Training Framework
Fading Without Losing Behavior
You can't reinforce every sit forever — and you shouldn't. Intermittent schedules produce behavior that lasts. But jump from every-time to random and you'll watch the behavior fall apart in a week. Thinning is the bridge, and the steps matter.
Two Dimensions at Once
Schedule thinning reduces how often reinforcement occurs: CRF → FR2 → FR3 → VR3 → VR5 → real-world variable. Reinforcer thinning changes what the reinforcement is: food → food paired with praise → praise alone → intermittent praise → life rewards.
Effective thinning adjusts both dimensions gradually — but never both at once.
Why Variable Beats Fixed
Variable-ratio (VR) schedules produce higher, steadier response rates and substantially greater resistance to extinction than fixed-ratio schedules. A dog on VR5 doesn't know which repetition will pay, so it responds consistently on every trial. This is why the progression moves from fixed to variable before thinning further.
A Practical Thinning Progression
1
CRF
Every sit produces a treat. Continue until fluent across 3+ sessions.
2
FR2 → FR3
Treat every second sit (with a verbal marker on the unreinforced one), then every third.
3
VR3 → VR5
Average every third, but vary — sometimes second, sometimes fourth. Then average every fifth. The unpredictability is the mechanism.
4
Real-world variable
Life rewards replace the treat pouch: door opens, leash clips on, food bowl goes down — plus occasional food.
Recognizing Ratio Strain
Ratio strain is the behavioral breakdown that occurs when the schedule gets too lean too fast. Observable signs: increased latency after the cue, emotional behavior (whining, barking, pawing), incomplete responses, displacement behaviors (ground-sniffing, body shaking), or leaving the training area entirely.
The 80% Rule
If accuracy drops below 80%, the schedule is too lean. Return to the previous step, rebuild for 2-3 sessions, then thin again in a smaller increment. Going backward is not failure — it's correct schedule management.
The "Random Reinforcement" Trap
When trainers jump from CRF to "I'll just reinforce randomly," the result is not a variable schedule — it's functionally an extinction schedule with occasional reinforcement. The dog experiences long, unpredictable stretches without reinforcement and develops frustration-based behaviors. True VR thinning is systematic and gradual, not random.
Every Dog Is Different
The right approach depends on why your dog does this — and that varies by temperament, history, and environment. The Synchrony coach can tailor these principles to your dog's specific behavior profile.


## Problem statement
All of the entries must appear again exactly as written.

## Recorded data
....
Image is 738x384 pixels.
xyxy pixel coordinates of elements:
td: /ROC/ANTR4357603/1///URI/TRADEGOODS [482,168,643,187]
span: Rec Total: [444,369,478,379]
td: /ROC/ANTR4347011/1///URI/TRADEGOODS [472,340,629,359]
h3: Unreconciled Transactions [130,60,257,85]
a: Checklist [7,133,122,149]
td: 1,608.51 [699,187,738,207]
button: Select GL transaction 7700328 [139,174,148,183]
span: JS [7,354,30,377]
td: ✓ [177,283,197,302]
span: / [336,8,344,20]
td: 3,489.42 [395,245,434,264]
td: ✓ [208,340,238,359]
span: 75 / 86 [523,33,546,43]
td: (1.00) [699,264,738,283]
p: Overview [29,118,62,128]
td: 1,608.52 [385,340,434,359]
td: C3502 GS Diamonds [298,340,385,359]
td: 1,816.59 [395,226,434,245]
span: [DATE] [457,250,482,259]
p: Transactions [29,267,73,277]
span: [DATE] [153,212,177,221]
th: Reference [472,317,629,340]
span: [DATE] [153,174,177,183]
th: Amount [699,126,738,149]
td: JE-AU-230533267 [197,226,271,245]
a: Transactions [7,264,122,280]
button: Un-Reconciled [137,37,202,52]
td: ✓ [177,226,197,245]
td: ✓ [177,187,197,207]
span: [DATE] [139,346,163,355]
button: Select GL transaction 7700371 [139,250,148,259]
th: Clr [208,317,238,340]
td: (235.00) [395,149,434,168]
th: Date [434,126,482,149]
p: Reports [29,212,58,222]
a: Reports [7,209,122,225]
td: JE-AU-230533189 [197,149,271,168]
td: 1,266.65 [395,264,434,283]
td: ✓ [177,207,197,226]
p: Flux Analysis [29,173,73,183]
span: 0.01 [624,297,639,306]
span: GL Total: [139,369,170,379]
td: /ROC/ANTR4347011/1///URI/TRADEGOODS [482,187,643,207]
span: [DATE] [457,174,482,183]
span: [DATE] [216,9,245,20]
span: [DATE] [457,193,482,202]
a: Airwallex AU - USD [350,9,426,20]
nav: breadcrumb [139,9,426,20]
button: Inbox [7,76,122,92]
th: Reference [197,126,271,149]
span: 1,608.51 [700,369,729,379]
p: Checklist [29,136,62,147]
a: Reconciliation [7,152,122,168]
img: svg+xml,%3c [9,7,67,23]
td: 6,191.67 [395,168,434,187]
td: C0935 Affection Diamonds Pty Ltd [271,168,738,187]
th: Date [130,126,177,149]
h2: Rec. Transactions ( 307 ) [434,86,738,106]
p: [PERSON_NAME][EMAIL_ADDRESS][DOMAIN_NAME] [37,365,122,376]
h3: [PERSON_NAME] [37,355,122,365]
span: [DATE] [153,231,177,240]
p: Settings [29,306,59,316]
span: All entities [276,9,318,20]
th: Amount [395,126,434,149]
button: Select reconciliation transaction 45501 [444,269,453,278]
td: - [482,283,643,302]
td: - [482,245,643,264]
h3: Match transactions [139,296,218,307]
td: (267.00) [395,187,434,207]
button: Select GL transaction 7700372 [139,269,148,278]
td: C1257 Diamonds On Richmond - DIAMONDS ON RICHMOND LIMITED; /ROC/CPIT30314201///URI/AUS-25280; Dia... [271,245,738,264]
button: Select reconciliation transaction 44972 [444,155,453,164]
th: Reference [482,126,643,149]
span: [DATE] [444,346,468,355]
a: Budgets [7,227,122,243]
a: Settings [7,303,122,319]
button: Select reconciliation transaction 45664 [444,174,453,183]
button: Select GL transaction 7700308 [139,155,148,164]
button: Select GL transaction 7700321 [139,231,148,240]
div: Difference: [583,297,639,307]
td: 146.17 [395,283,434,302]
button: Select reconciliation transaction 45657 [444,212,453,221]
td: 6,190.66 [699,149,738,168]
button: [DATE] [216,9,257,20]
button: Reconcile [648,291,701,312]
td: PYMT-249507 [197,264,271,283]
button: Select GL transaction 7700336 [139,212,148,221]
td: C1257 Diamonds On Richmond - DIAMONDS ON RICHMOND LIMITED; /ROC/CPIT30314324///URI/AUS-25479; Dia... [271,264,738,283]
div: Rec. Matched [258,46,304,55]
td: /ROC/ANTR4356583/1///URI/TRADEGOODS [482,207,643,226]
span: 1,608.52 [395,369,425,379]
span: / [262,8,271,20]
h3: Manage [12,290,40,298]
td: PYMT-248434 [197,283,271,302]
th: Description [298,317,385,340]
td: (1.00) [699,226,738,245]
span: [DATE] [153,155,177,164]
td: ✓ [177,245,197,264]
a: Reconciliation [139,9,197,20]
....
## Completed exercise
Image is 738x384 pixels.
xyxy pixel coordinates of elements:
td: /ROC/ANTR4357603/1///URI/TRADEGOODS [482,168,643,187]
span: Rec Total: [444,369,478,379]
td: /ROC/ANTR4347011/1///URI/TRADEGOODS [472,340,629,359]
h3: Unreconciled Transactions [130,60,257,85]
a: Checklist [7,133,122,149]
td: 1,608.51 [699,187,738,207]
button: Select GL transaction 7700328 [139,174,148,183]
span: JS [7,354,30,377]
td: ✓ [177,283,197,302]
span: / [336,8,344,20]
td: 3,489.42 [395,245,434,264]
td: ✓ [208,340,238,359]
span: 75 / 86 [523,33,546,43]
td: (1.00) [699,264,738,283]
p: Overview [29,118,62,128]
td: 1,608.52 [385,340,434,359]
td: C3502 GS Diamonds [298,340,385,359]
td: 1,816.59 [395,226,434,245]
span: [DATE] [457,250,482,259]
p: Transactions [29,267,73,277]
span: [DATE] [153,212,177,221]
th: Reference [472,317,629,340]
span: [DATE] [153,174,177,183]
th: Amount [699,126,738,149]
td: JE-AU-230533267 [197,226,271,245]
a: Transactions [7,264,122,280]
button: Un-Reconciled [137,37,202,52]
td: ✓ [177,226,197,245]
td: ✓ [177,187,197,207]
span: [DATE] [139,346,163,355]
button: Select GL transaction 7700371 [139,250,148,259]
th: Clr [208,317,238,340]
td: (235.00) [395,149,434,168]
th: Date [434,126,482,149]
p: Reports [29,212,58,222]
a: Reports [7,209,122,225]
td: JE-AU-230533189 [197,149,271,168]
td: 1,266.65 [395,264,434,283]
td: ✓ [177,207,197,226]
p: Flux Analysis [29,173,73,183]
span: 0.01 [624,297,639,306]
span: GL Total: [139,369,170,379]
td: /ROC/ANTR4347011/1///URI/TRADEGOODS [482,187,643,207]
span: [DATE] [457,174,482,183]
span: [DATE] [216,9,245,20]
span: [DATE] [457,193,482,202]
a: Airwallex AU - USD [350,9,426,20]
nav: breadcrumb [139,9,426,20]
button: Inbox [7,76,122,92]
th: Reference [197,126,271,149]
span: 1,608.51 [700,369,729,379]
p: Checklist [29,136,62,147]
a: Reconciliation [7,152,122,168]
img: svg+xml,%3c [9,7,67,23]
td: 6,191.67 [395,168,434,187]
td: C0935 Affection Diamonds Pty Ltd [271,168,738,187]
th: Date [130,126,177,149]
h2: Rec. Transactions ( 307 ) [434,86,738,106]
p: [PERSON_NAME][EMAIL_ADDRESS][DOMAIN_NAME] [37,365,122,376]
h3: [PERSON_NAME] [37,355,122,365]
span: [DATE] [153,231,177,240]
p: Settings [29,306,59,316]
span: All entities [276,9,318,20]
th: Amount [395,126,434,149]
button: Select reconciliation transaction 45501 [444,269,453,278]
td: - [482,283,643,302]
td: - [482,245,643,264]
h3: Match transactions [139,296,218,307]
td: (267.00) [395,187,434,207]
button: Select GL transaction 7700372 [139,269,148,278]
td: C1257 Diamonds On Richmond - DIAMONDS ON RICHMOND LIMITED; /ROC/CPIT30314201///URI/AUS-25280; Dia... [271,245,738,264]
button: Select reconciliation transaction 44972 [444,155,453,164]
th: Reference [482,126,643,149]
span: [DATE] [444,346,468,355]
a: Budgets [7,227,122,243]
a: Settings [7,303,122,319]
button: Select reconciliation transaction 45664 [444,174,453,183]
button: Select GL transaction 7700308 [139,155,148,164]
button: Select GL transaction 7700321 [139,231,148,240]
div: Difference: [583,297,639,307]
td: 146.17 [395,283,434,302]
button: Select reconciliation transaction 45657 [444,212,453,221]
td: 6,190.66 [699,149,738,168]
button: [DATE] [216,9,257,20]
button: Reconcile [648,291,701,312]
td: PYMT-249507 [197,264,271,283]
button: Select GL transaction 7700336 [139,212,148,221]
td: C1257 Diamonds On Richmond - DIAMONDS ON RICHMOND LIMITED; /ROC/CPIT30314324///URI/AUS-25479; Dia... [271,264,738,283]
div: Rec. Matched [258,46,304,55]
td: /ROC/ANTR4356583/1///URI/TRADEGOODS [482,207,643,226]
span: 1,608.52 [395,369,425,379]
span: / [262,8,271,20]
h3: Manage [12,290,40,298]
td: PYMT-248434 [197,283,271,302]
th: Description [298,317,385,340]
td: (1.00) [699,226,738,245]
span: [DATE] [153,155,177,164]
td: ✓ [177,245,197,264]
a: Reconciliation [139,9,197,20]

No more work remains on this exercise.